Re: Perl Module - take in a String, output object
by Your Mother (Archbishop) on Nov 19, 2008 at 21:18 UTC

    Probably you'll get better advice but this was a fun and straightforward little problem so-

    package MyRanger; use strict; use Carp; sub new { my $caller = shift; my $self = bless {}, $caller; $self->{_range_string} = shift || croak "You must provide a range" +; for my $entry ( split /\s*,\s*/, $self->{_range_string} ) { if ( $entry =~ /\A\d+\z/ ) { push @{$self->{_raw_range}}, $entry; } elsif ( $entry =~ /\A(\d+)-(\d+)\z/ ) { carp "Range '$entry' is impossible, skipping" and next if $1 > $2; $entry =~ s/-/../; push @{$self->{_raw_range}}, eval $entry; } else { croak "Illegal range entry '$entry' given"; } } @{$self->{_range}} = sort { $a <=> $b } keys %{ { map {$_ => 1} @{ +$self->{_raw_range}} } }; @{$self->{_range}} || croak "No range was parseable in ", $self->{ +_range_string}; $self->{_pos} = 0; $self; } sub next { my $self = shift; $self->{_range}->[$self->{_pos}++]; } 1; my @range_strings = ( "1, 3, 5-7", "1-5, 2, 4, 10, 100", "1-3, 2-5", "12-10", ); for my $string ( @range_strings ) { print "MyRanger->new with '$string'\n"; my $ranger = MyRanger->new($string); while ( my $item = $ranger->next() ) { print "\tNext item is: $item\n"; } }

    Extra stuff like-

    sub size { my $self = shift; scalar @{$self->{_range}}; }

    ...d'oh, left up to you. :)

      Fun!
      sub strings_to_one_span { my %numbers; @numbers{ map { (/(-?\d+)-(-?\d+)/ or /((-?\d+))/) ? ($1 .. $2) : () + } split /\s*,\s*/ } = () for @_; sort { $a <=> $b } keys %numbers }
      []s, HTH, Massa (κς,πμ,πλ)
Re: Perl Module - take in a String, output object
by gone2015 (Deacon) on Nov 20, 2008 at 00:43 UTC

    You didn't say what you wanted this object to do...

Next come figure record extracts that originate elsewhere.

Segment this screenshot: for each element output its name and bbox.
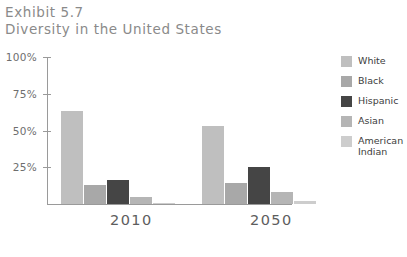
- x-axis-label: 2050: [250, 212, 293, 228]
- legend-item[interactable]: Black: [341, 75, 407, 88]
- chart-title-block: Exhibit 5.7 Diversity in the United Stat…: [5, 4, 305, 38]
- legend-swatch-icon: [341, 76, 352, 87]
- bar: [294, 201, 316, 204]
- y-axis-tick: 75%: [43, 94, 51, 95]
- y-axis-tick: 50%: [43, 131, 51, 132]
- x-axis-line: [47, 204, 292, 205]
- y-axis-tick-label: 100%: [6, 51, 37, 63]
- legend-swatch-icon: [341, 96, 352, 107]
- bar: [202, 126, 224, 204]
- bar: [84, 185, 106, 204]
- bar: [61, 111, 83, 204]
- bar: [130, 197, 152, 204]
- legend-item-label: Hispanic: [358, 95, 398, 106]
- exhibit-number: Exhibit 5.7: [5, 4, 305, 21]
- y-axis-tick-label: 75%: [13, 88, 37, 100]
- legend-item-label: American Indian: [358, 135, 403, 157]
- bar: [153, 203, 175, 204]
- legend-item-label: Black: [358, 75, 384, 86]
- bar-group: [61, 57, 176, 204]
- bar: [225, 183, 247, 204]
- y-axis-tick-label: 50%: [13, 125, 37, 137]
- legend-swatch-icon: [341, 116, 352, 127]
- legend-item-label: Asian: [358, 115, 384, 126]
- legend-item[interactable]: American Indian: [341, 135, 407, 157]
- legend-item[interactable]: White: [341, 55, 407, 68]
- chart-figure: Exhibit 5.7 Diversity in the United Stat…: [0, 0, 407, 257]
- legend-swatch-icon: [341, 136, 352, 147]
- legend-item[interactable]: Asian: [341, 115, 407, 128]
- legend-swatch-icon: [341, 56, 352, 67]
- bar: [248, 167, 270, 204]
- bar-group: [202, 57, 317, 204]
- y-axis-tick-label: 25%: [13, 161, 37, 173]
- plot-area: 100%75%50%25%: [47, 57, 287, 205]
- bar: [271, 192, 293, 204]
- legend-item[interactable]: Hispanic: [341, 95, 407, 108]
- y-axis-tick: 100%: [43, 57, 51, 58]
- y-axis-tick: 25%: [43, 167, 51, 168]
- bar: [107, 180, 129, 204]
- legend-item-label: White: [358, 55, 386, 66]
- x-axis-label: 2010: [110, 212, 153, 228]
- chart-legend: WhiteBlackHispanicAsianAmerican Indian: [341, 55, 407, 164]
- chart-title: Diversity in the United States: [5, 21, 305, 38]
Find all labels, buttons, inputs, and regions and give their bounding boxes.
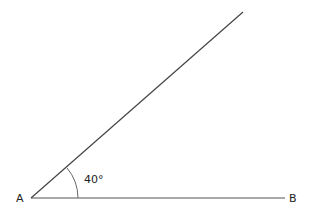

    If you want it to store the range list, and then be used as a sort of iterator, then you might want to split the work in two:

    • during the initialisation of the object, validate the ranges, remove all duplicates and overlaps and store the resulting list of ranges in ascending order.

    • implement a "next" method for use:

      while (my $num = $range->next) { }

    • housekeeping to reset the iterator, test its state etc.

    Of course, it may be that you seldom have large enough ranges to care about the size of a pre-calculated list.